The time of experiments (The Vicebsk avant-garde)
In the first post-revolution years, the Belarusian city of Vicebsk turned it into a major centre of revolutionary art.
In September 1918, Vicebsk-born artist Marc Chagall, was appointed by the People’s Commissariat of Education its authorized representative for arts in the Vicebsk guberniya. He was the initiator of establishing the Vicebsk art school and invited teaching artists with avant-guard thinking. Mstislav Dobuzhinsky, a St. Petersburg artist, was appointed the first director of the Vicebsk People’s Art School. Chagall’s idea was to establish the school as free studios where students could choose teachers along with art trends. Due to various subjective reasons, it was the Vicebsk school (1919-1923) that became the site for creative experiments of world scale.
In 1919, Kazimir Malevich arrived in Vicebsk. He developed his own teaching system, founded the UNOVIS association (an abbreviation in Russian of ‘Utverditeli Novogo Iskussta’ or 'The Champions of the New Art'). In his opinion, the association had to become ‘a party in art', an organization of champions of new art ideas in creative work and life based on the principles of Suprematism. At the same time he directed in Vicebsk the reconstruction of the Futurist opera ‘Victory Over the Sun’ and a Suprematist ballet staged by N. Kogan, in fact one of the world’s first pieces of performance art (February of 1920). El Lissitzky was the most consistent adherent of K. Malevich. He founded in Vicebsk his first PROUNs (projects for UNOVIS).
The art phenomenon of post-revolutionary Vicebsk was closely related to the activities of outstanding artists of the 20th century Marc Chagall, El Lissitzky, Kazimir Malevich who cultivated and developed their artistic conceptions on the local soil. The Vicebsk successors of revolutionary experiments, searching for new ways in art, created the environment for free thinking, producing independent ideas. A genuine explosion of creative ideas that took place in post-revolution Vicebsk ranked this modest Belarusian town equal to the world’s major cultural centres.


Prompt –
There is a line containing "resolution is 1024x739." in the records below. Repeat it and every line after it, exactly, through the final line, but no pictures.
>>>>>
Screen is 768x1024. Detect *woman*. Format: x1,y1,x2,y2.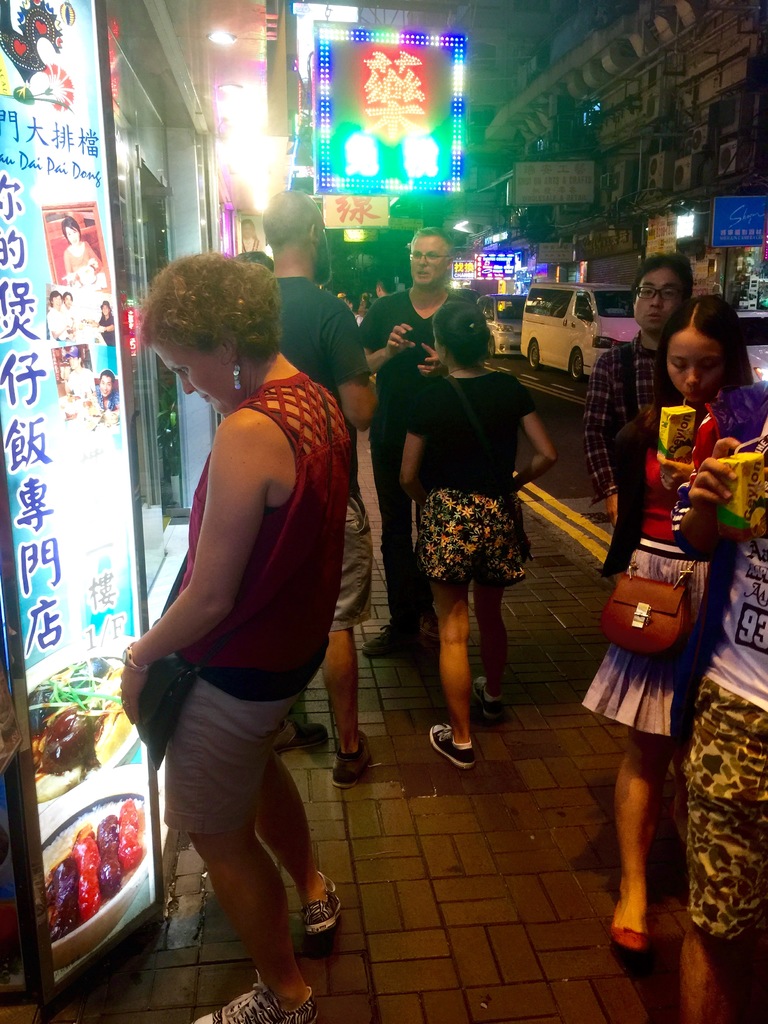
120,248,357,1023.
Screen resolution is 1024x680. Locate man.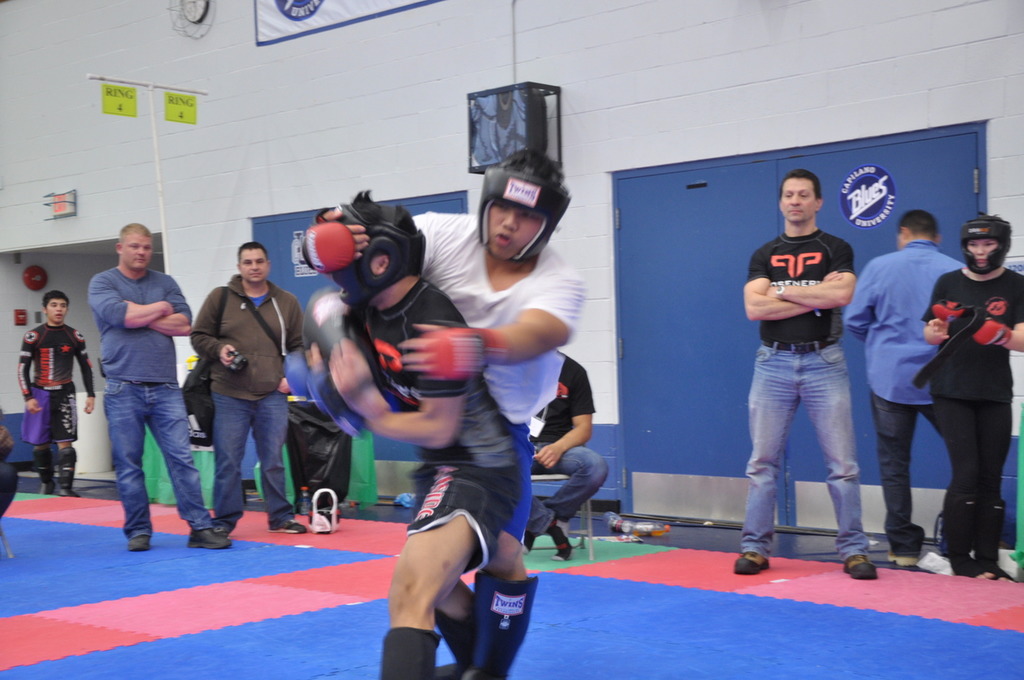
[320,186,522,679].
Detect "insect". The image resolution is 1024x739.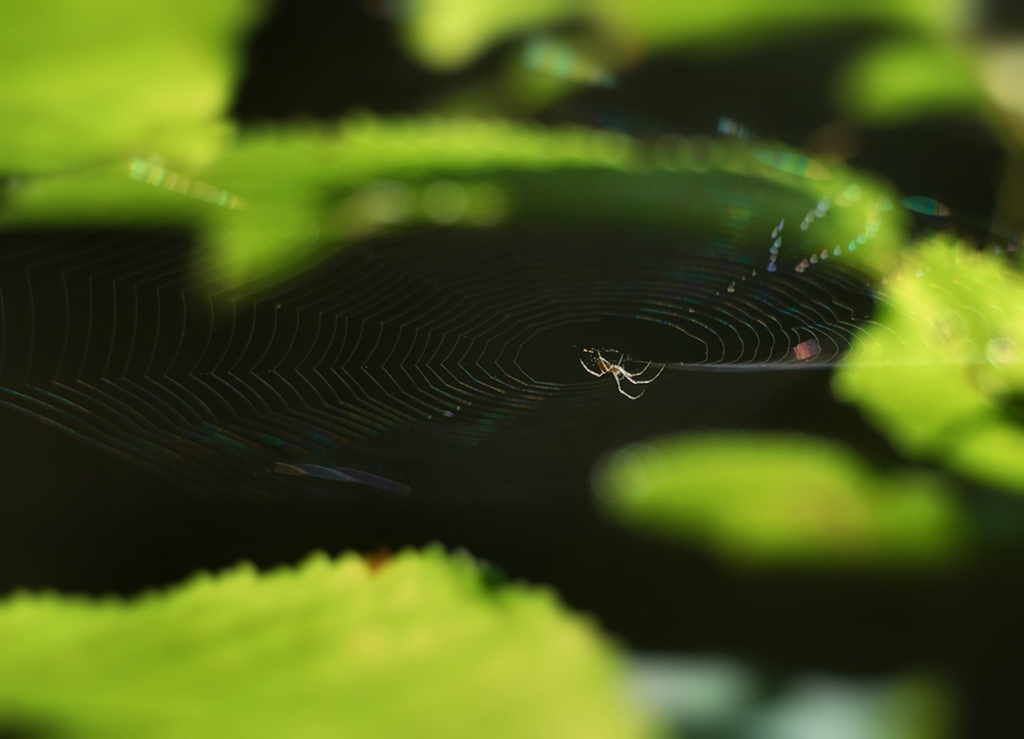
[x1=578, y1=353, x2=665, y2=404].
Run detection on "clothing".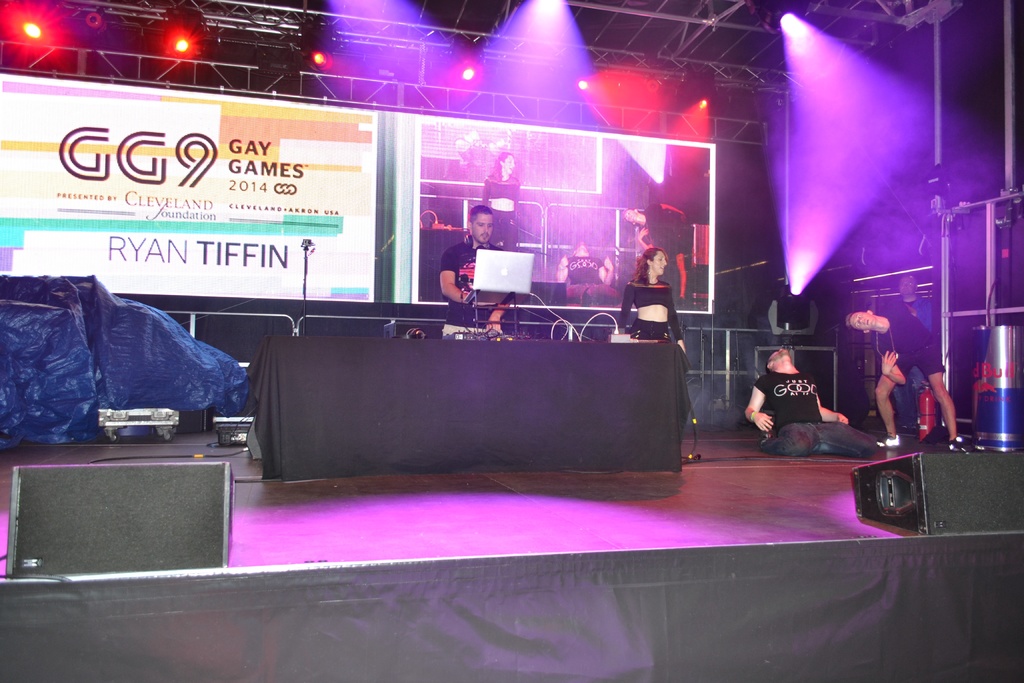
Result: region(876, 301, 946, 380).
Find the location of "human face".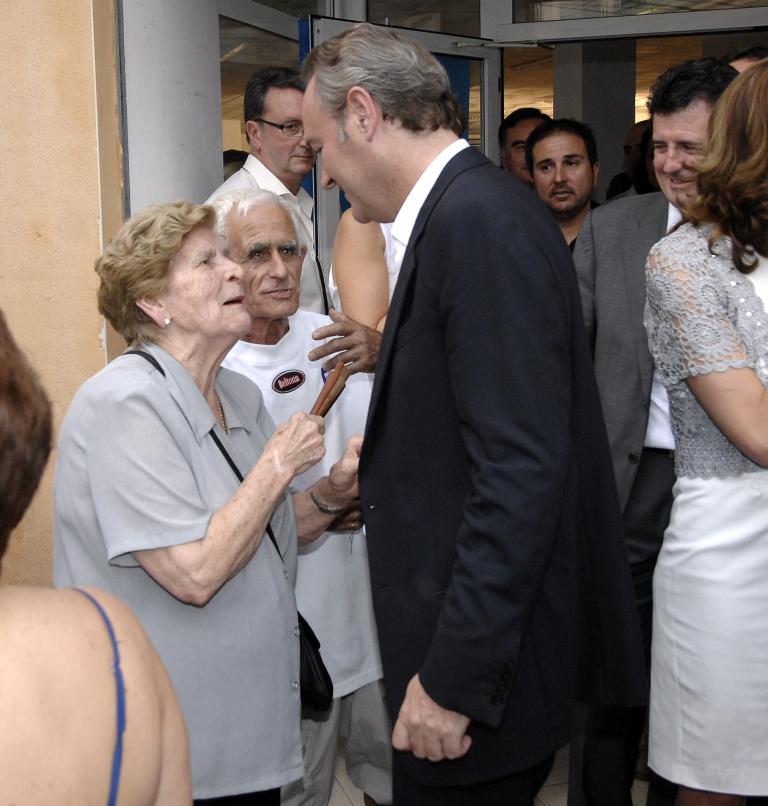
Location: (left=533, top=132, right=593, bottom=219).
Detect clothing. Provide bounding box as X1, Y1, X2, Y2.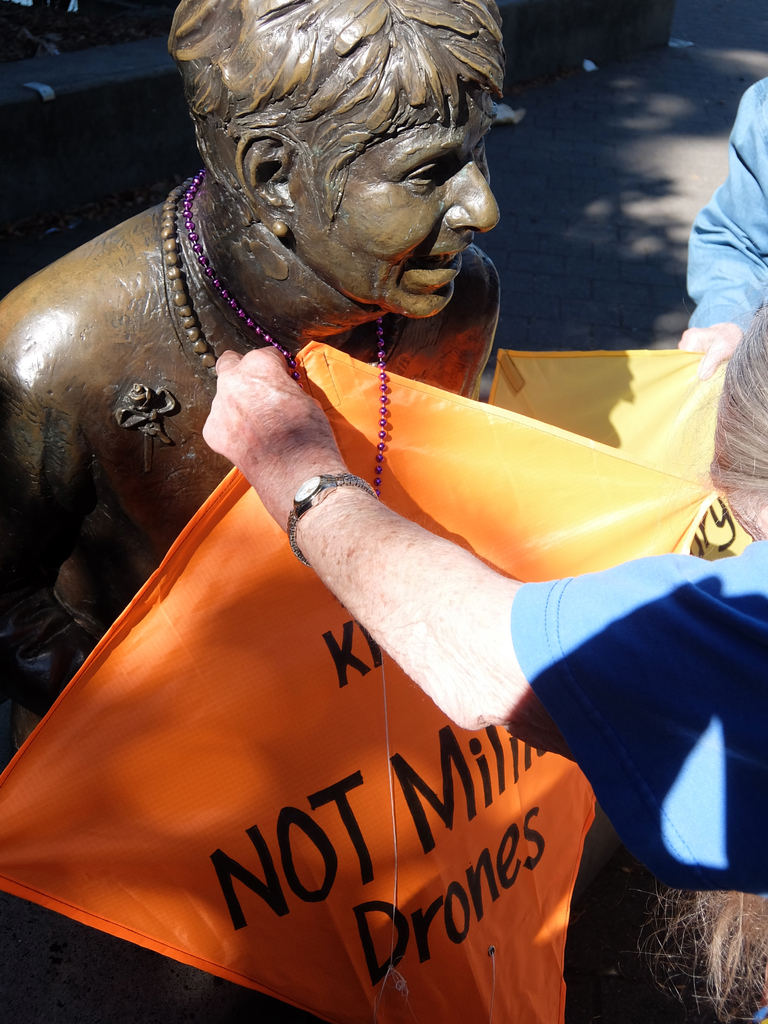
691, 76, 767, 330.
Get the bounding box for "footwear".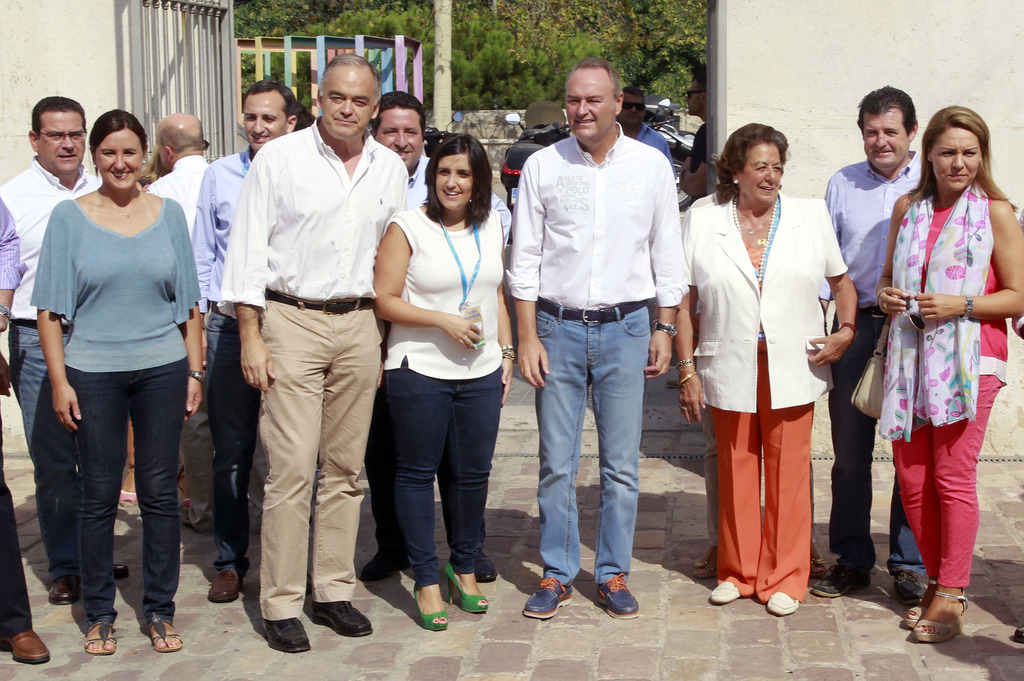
<<<<<
Solution to the exercise –
Detect "insect". The image resolution is 1024x739.
[x1=578, y1=353, x2=665, y2=404].
Run detection on "clothing".
Result: region(876, 301, 946, 380).
Find the location of "human face".
Location: (left=533, top=132, right=593, bottom=219).
Detect clothing. Provide bounding box as X1, Y1, X2, Y2.
691, 76, 767, 330.
Get the bounding box for "footwear".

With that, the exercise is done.